The Jays went down 1-2-3 in the second; the Pirates loaded the bases with no outs on a trio of singles. Big inning? Nah. A Jordy Mercer 6-3 DP plated a run but killed the frame. Toronto went down without a score in the third; the Bucs went ahead. With one down. Neil Walker doubled, Cutch followed with an RBI knock and Pedro singled. Big inning? Nah. Gaby rolled into an around the horn DP.
The Blue Jays regained the lead in the fourth on a Juan Francisco double and Colby Rasmus dinger. Pittsburgh opened with back-to-back knocks. Big inning? Nah. Mercer again banged into a DP, this time 4-3. He has the grounder up the middle, where he's being played, down pat.
In the fifth, Jose Reyes singled, stole second and came in on a Jose Bautista double. The Kid opened the Bucco half with a ground rule double; it just missed leaving the park and stock in the padding of the wall. Cutch singled him home and stole second. Big inning? Nah. A pop up and two weak grounders ended the frame.

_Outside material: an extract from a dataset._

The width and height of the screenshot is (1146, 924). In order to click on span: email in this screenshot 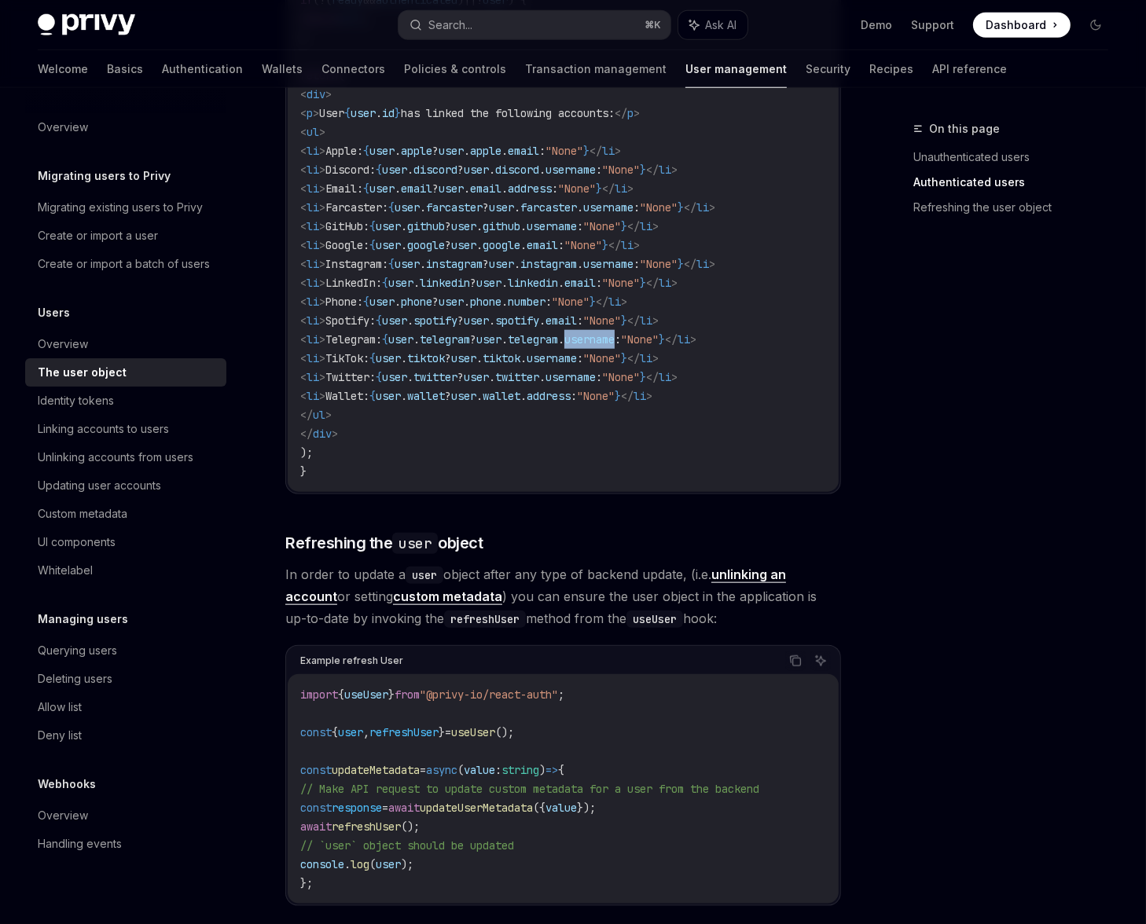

It became a battle of the bullpens in the sixth. Justin Wilson gave up a hustle Baltimore chop double to Brett Lawrie, then fell behind 3-0 to the next two batters, but came back to get them. Not so with pinch hitter Steve Tolleson, who tripled to the Infinity sign in right center. The inning ended with just one Jay run after Pedro made a diving grab of a Reyes smash. Steve Delabar came in for Toronto. With two down, Travis Snider singled, Tabata doubled and Walker was hit in the back foot by a pitch. That ended up a break for the Jays, as the ball was ticketed for the backstop, and was big when Cutch bounced out to short.
Casey Sadler finally got his call in the seventh. He was nervous in his debut and fighting the strike zone, but outside of a two out walk, put up a goose egg in his first MLB inning. The Bucs left Marte aboard in their hlaf; he singled with two down against Brett Cecil. Sadler gave up his first big league hit, a leadoff single to Lawrie, and stranded him at third by picking up his first two big league K's. Cecil tucked the Bucs away in order.

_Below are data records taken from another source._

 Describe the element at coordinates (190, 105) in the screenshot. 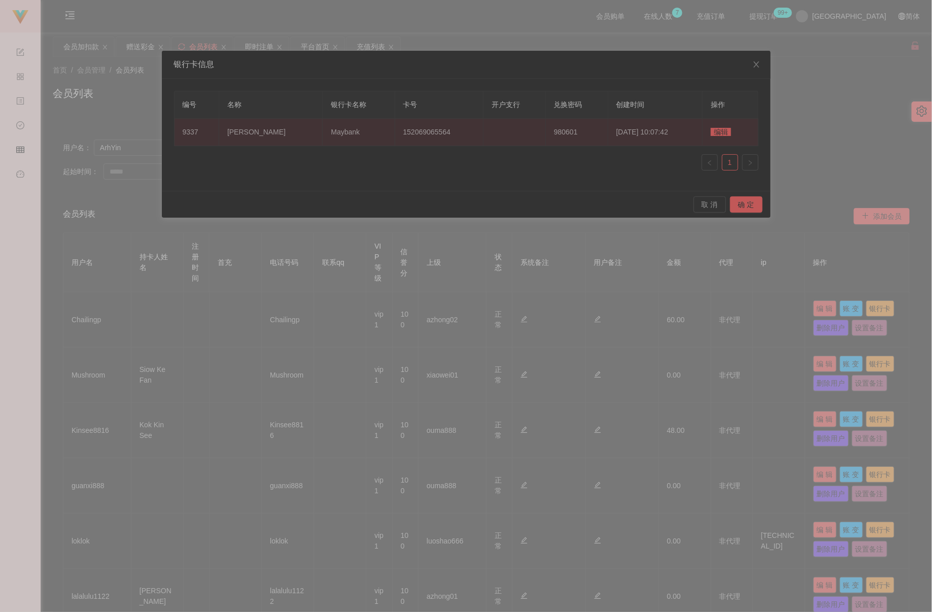

I see `span: 编号` at that location.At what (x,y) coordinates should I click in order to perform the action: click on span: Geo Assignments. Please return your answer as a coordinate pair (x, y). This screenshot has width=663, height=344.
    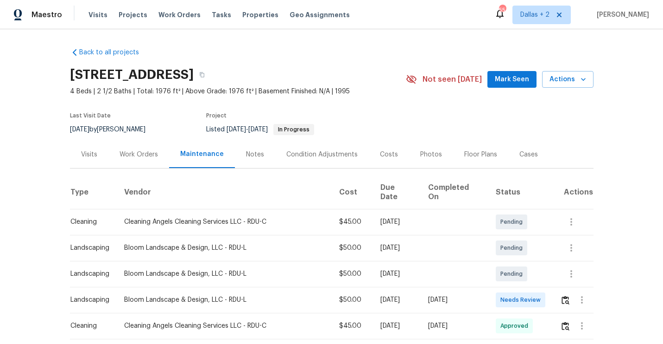
    Looking at the image, I should click on (320, 15).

Mark the Shark pitched a scoreless ninth, and Sergio Santos, the oddball closer, came on. He had an ERA of over eight, and like Morrow is a high strikeout, high walk guy. He gave up a bloop single to Walker, then K'ed Cutch on a slider. Pedro decided to do something the Bucs had all but removed from their attack; he lost a fastball over the ketchup sign, and the Bucs had a tie game. Ike Davis flew out, and then Marte came up and blasted a high heater over the wall in center, and the Pirates had an improbable 6-5 win over Toronto.
Well, long overdue. Let's see if this starts something while the season is still in hand. Francisco Liriano takes on knuckleballer RA Happ tomorrow.
- For Pedro, it was his first long ball since April 17th, and for Starling Marte, since April 14th. The Pirates had gone over a week and almost 300 at-bats without a homer before the ninth tonight.
- Marte had four hits; Neil Walker and Cutch three. Marte is liking batting lower in the order, it seems.
- For an offensive club, the Jays are about pitching - they're 13-1 when giving up three or fewer runs, and haven't won when surrendering more than four runs.
- Cory Giger of the Altoona Mirror noted that the Bucs featured "all homegrown talent. 8 of 9 starters played for the Altoona Curve (all but Gaby), matching most ever."
- The Pirates had a pretty nice attendance, considering everything: 24,547 was the announced crowd.